Maximizing that initiative, she said, will require a group effort. And there might even be a platform on which to build an international reputation.

Indianapolis became an amateur sports capital in the ’80s and ’90s, and a national sports hub in the 2000s with the success of the Indiana Pacers, Indianapolis Colts, Indianapolis Motor Speedway and hosting the 2012 Super Bowl.

Not too shabby. But last week, Melangton told more than 100 members of Sports Circle Indy, an upstart local group, that the city needs to think boldly.

Speaking to the group at the Columbia Club, Melangton said that for Indianapolis to maximize its potential as an international sports city, local sports teams, facilities, organizations and businesses need to come together to do for sports what BioCrossroads has done for life sciences.

“We have to work together,” she said, pointing out that sports is one of the area’s biggest employers.

Melangton, who was CEO of the 2012 Super Bowl Host Committee, is calling for a cohesive effort among sports entities to draw some of the world’s biggest sports events and organizations to Indianapolis.

Ken Ungar, who co-founded Sports Circle Indy along with Faegre Baker Daniels attorney Amie Peele Carter and St. Vincent Sports Performance Executive Director Ralph Reiff, thinks his organization could grow into the type of entity Melangton wants.

After only one year in existence, Sports Circle Indy has grown to 225 dues-paying members, said Ungar, a former Indianapolis Motor Speedway executive who now runs Indianapolis-based branding and marketing firm US Sports Advisors.

Sports Circle Indy is focused on advocacy, communication, networking and education, Ungar said. He sees a day when it could work alongside other organizations to increase the size of the sports industry here.

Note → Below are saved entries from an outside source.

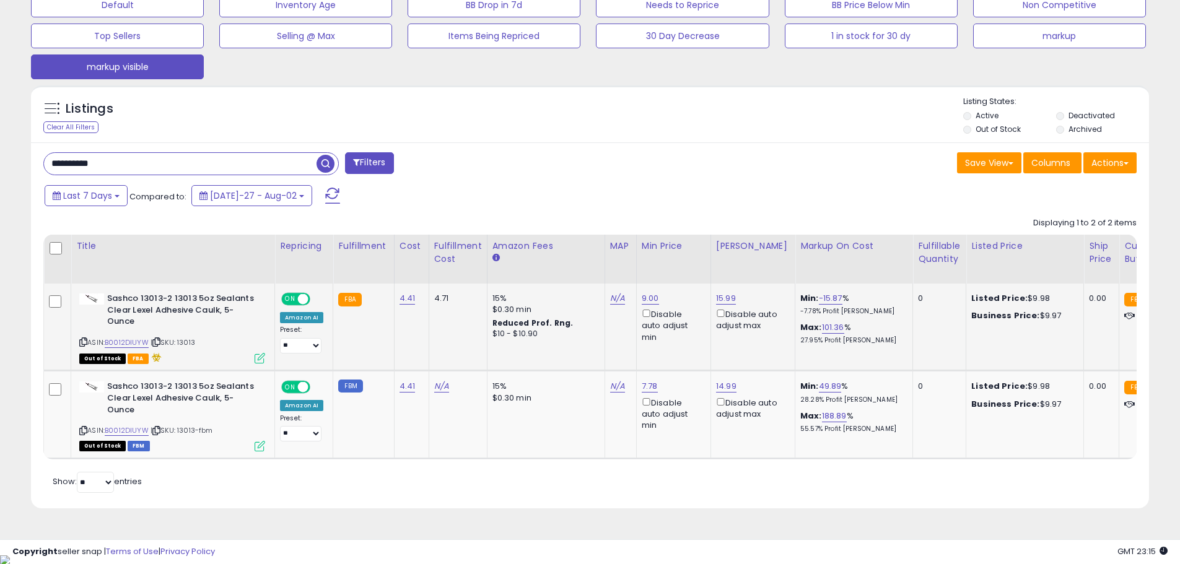 This screenshot has height=564, width=1180. What do you see at coordinates (544, 299) in the screenshot?
I see `div: 15%` at bounding box center [544, 299].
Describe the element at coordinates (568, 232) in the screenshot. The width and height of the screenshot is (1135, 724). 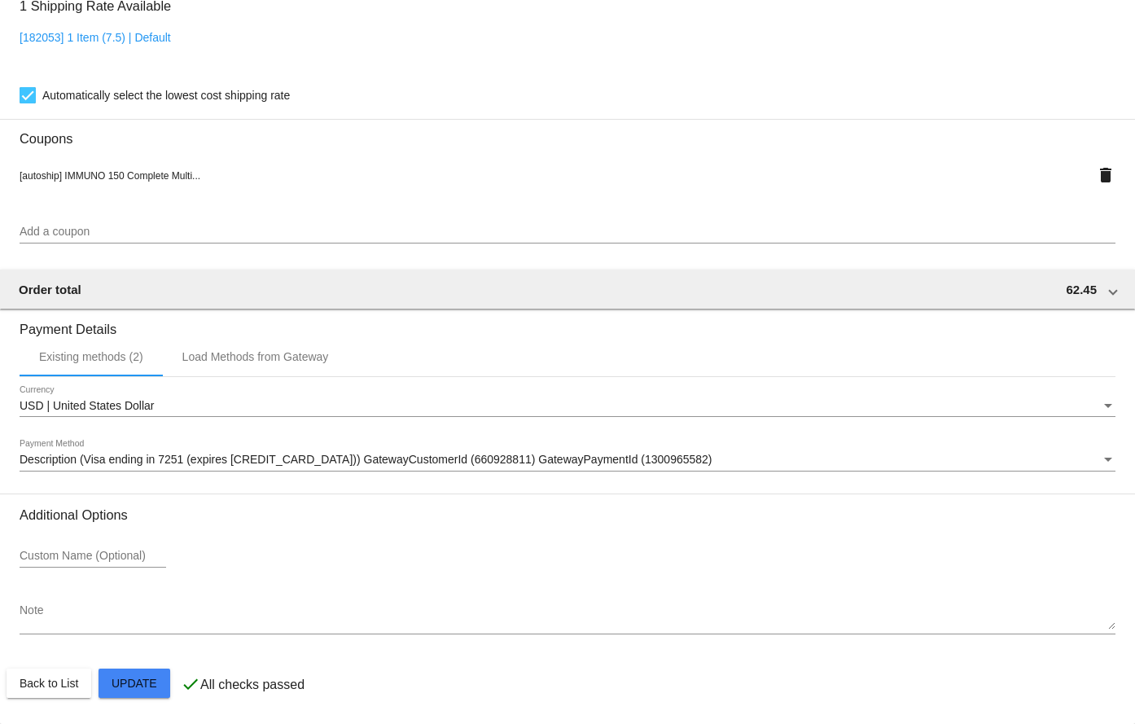
I see `input: Add a coupon` at that location.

“What Allison is talking about is exactly what we want this organization to be dedicated to,” Ungar said. “Sports can be insular. We have to get people in this industry out of their silos and talking. We need to engage more senior-level leaders.”

Melangton clearly supports what Sports Circle Indy is doing. Not only was she a keynote speaker at the organization’s biggest event to date, but the ISC is a Sports Circle Indy member.

One of Sports Circle Indy’s first major objectives is to commission an economic-impact study encompassing all sports events and organizations in Indianapolis.

“We’ve seen economic-impact studies on motorsports and the Super Bowl, but we’ve never had one on the big picture of sports in this city,” Ungar said. “That will help us not only realize the impact but to set our future objectives and priorities.”

Sports Circle Indy is raising money for the study and finding an organization—likely an academic institution—to partner with. Ungar hopes to have it done by year’s end.

Melangton gave the call to action for sports entities to come together to do even more.

Longer term, Ungar hopes to grow Sports Circle Indy to where it has a paid staff that can focus on sports initiatives full time.

“We want to facilitate growth,” Ungar said, “by getting people in sports to work together on things that will benefit all of us.”